I referred to that boy in my maiden speech:

“the boy whose name I do not remember, but whose face I cannot forget.”—[Official Report, 24 February 2020; Vol. 672, c. 96.]

He was an inspiration to me. I saw right in front of me that for some people the mantras of opportunity, aspiration and hard work, the conservative values that I hold dear and which helped my family and me to journey from workhouse to Westminster in three generations, meant little. What did they mean to him or his family?

The virus has taught us many things, but it has also thrown into sharp relief those inequalities and those problems in our society. Communities like mine in Hertford and Stortford have rallied round to help and support each other hugely. I pay tribute to Hertfordshire County Council and East Herts District Council for what they have done to support all families over this period. I also pay tribute to the universal credit system, the jobcentres and the staff in Hertford Jobcentre Plus, because they have been amazing.

I could say a lot more about what the Government have done to support families of all types during this pandemic, but the economic crisis will outlive the health crisis and there will be more that we need to do. However, I will focus again on that boy in court, because he is the one that I go back to, and how families like his will cope. They do not cope in the good times, let alone the bad.

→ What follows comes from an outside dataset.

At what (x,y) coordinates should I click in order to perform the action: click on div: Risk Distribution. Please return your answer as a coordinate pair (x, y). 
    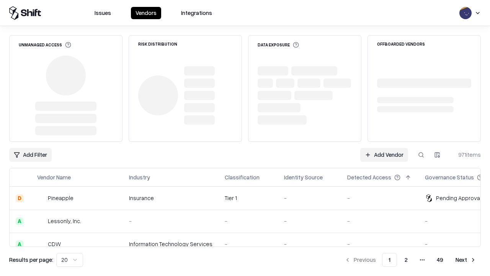
    Looking at the image, I should click on (158, 44).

I refer to the work of my hon. Friend the Member for Congleton (Fiona Bruce). Perhaps now is the ideal time to redouble our efforts on family hubs, to provide a place where we can give that intensive, holistic support to families such as that boy’s. We do not have a family hub in my constituency or near it, but I welcome the Department for Education’s support for a major shift in the development of family hubs. I thank my hon. Friend the Member for Devizes for initiating this debate.